My Alert DC: Crime on Your Phone

Photo courtesy of
‘(Old) Blackberry’
courtesy of ‘rwkvisual’

Late last night, when walking home with friends, I learned about a technology that is either really useful or too much information: My Alert DC. Apparently you can get text message updates from the DC Metropolitan Police alerting you to emergencies and crimes in the neighborhood of your choice. When a crime occurs, for example, you get a text which reads like a police blotter, essentially, alerting you to the nature of the crime, the profile of the perpetrator and of the victim. My friend noted that he gets 2-3 every day, and since he had received none yesterday, something was “due to happen,” statistically. And indeed, not ten minutes after we got to our respective homes, he forwarded me a message. 

Besides crime alerts, which are useful pretty much only when something is on-going and otherwise serve to make you more anxious than normal, you can get severe weather warnings, government closings, Amber Alerts and school closings. All of this is tailored to what you want and your chosen neighborhood or school area. I signed up out of sheer blogger-ly nosiness and curiosity, but I’m curious as to what others think.

Acacia has lived in DC since graduating from Vassar College with degrees in English and Italian. She cries daily at the thought of her imminent departure from this beloved city, as she will begin a Fulbright teaching grant in the Campania region, Italy come October. She’ll be blogging that experience too. Get at her: acaciaO@welovedc.com or follow her on twitter.

3 thoughts on “My Alert DC: Crime on Your Phone

  1. I signed up for the email version(iphone user, don’t like text messages) a few months ago. Its fairly useful – good to see what has happened nearby, and where to avoid, I suppose.
    My recommendation, if you do sign up, is to be very careful and selective in limiting it to only sending messages for a small area around where you want, otherwise you’ll get a flood of texts.

  2. No! It was not “statistically” “due to happen” — if no crimes have occurred in the past couple days, there’s no reason to believe that the probability of a crime occurring today is higher as a result. In fact, if there’s any autoregressive component to crime (that is, crime today is somehow correlated with crime yesterday), it’s much more likely that low crime yesterday is positively correlated with low crime today, not vice-versa.

  3. I tried this for awhile, during the Inauguration because I thought it might give me a heads-up about crowd problems or police activity (it didn’t). What I mostly found was that it made me a bit too paranoid… I prefer shiny happy texts.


▶ **Exercise prompt**
Where in the listing does the word "pixels" appear? Report each line that holds it.

▶ **Input material**
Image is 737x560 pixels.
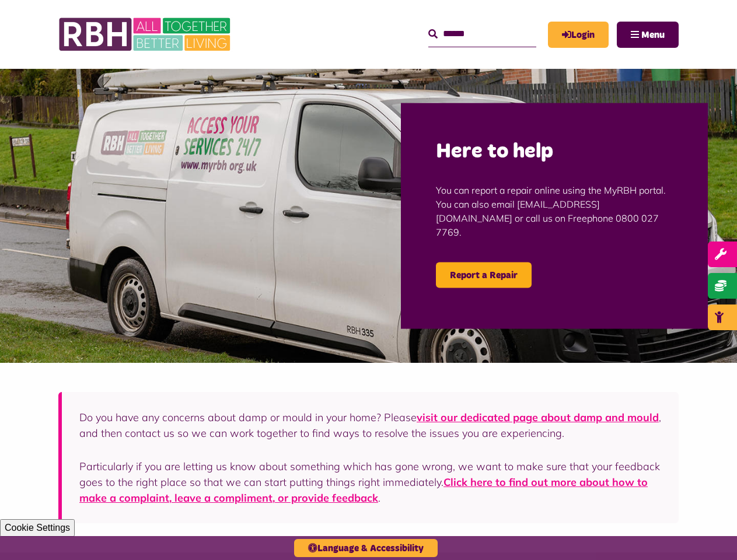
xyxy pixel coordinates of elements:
...
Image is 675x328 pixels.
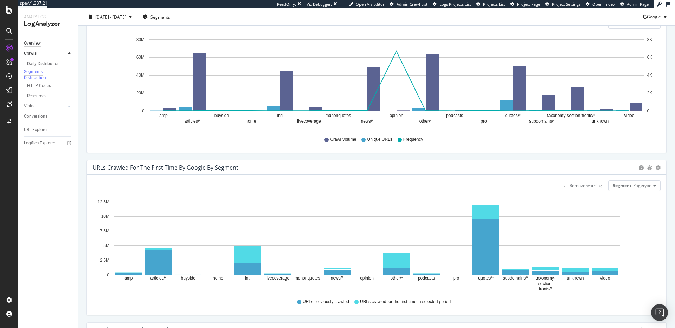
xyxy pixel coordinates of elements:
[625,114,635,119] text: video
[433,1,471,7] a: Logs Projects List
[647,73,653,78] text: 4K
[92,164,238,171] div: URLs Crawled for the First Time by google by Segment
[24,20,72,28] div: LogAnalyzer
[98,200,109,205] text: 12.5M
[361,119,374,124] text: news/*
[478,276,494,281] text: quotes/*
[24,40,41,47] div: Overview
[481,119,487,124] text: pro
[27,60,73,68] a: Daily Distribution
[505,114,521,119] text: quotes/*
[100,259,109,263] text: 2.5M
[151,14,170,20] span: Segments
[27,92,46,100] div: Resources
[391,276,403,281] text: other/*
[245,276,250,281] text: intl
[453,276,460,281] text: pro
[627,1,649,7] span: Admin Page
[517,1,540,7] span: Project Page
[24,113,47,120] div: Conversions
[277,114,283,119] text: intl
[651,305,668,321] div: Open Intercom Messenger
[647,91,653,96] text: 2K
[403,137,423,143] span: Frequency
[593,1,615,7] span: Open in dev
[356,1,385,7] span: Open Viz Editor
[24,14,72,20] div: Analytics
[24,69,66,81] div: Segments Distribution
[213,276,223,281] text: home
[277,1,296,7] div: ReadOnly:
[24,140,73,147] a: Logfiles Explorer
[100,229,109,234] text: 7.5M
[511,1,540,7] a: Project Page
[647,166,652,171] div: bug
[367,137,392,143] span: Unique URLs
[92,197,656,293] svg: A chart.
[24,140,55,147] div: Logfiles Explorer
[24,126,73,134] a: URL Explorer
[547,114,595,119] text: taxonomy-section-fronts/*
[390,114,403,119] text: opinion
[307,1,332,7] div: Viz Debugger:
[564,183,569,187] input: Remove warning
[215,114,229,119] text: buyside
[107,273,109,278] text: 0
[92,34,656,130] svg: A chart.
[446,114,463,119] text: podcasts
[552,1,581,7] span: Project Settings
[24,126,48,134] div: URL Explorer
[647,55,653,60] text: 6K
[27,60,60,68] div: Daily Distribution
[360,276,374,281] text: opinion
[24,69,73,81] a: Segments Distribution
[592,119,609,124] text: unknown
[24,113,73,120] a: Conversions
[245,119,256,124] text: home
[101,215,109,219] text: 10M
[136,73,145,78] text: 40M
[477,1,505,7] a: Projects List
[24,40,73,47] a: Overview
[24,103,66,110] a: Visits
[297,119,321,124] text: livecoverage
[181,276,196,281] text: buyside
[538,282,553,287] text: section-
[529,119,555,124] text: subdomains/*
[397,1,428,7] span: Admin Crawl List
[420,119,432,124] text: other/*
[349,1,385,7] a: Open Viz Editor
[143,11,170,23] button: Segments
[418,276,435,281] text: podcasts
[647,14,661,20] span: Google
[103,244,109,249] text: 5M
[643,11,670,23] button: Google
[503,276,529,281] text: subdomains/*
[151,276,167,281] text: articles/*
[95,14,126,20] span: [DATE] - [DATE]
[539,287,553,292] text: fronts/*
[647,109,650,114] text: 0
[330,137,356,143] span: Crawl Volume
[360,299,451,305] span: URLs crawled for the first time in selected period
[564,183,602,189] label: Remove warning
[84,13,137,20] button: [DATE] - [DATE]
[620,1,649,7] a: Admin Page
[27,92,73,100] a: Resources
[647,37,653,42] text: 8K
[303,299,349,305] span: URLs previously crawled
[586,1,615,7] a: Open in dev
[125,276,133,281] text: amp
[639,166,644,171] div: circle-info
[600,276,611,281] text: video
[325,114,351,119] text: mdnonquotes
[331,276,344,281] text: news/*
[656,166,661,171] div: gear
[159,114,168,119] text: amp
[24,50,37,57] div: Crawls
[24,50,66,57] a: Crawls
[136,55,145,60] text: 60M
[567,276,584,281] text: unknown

▶ **Your solution**
Image is 737x560 pixels.
Image is 675x328 pixels.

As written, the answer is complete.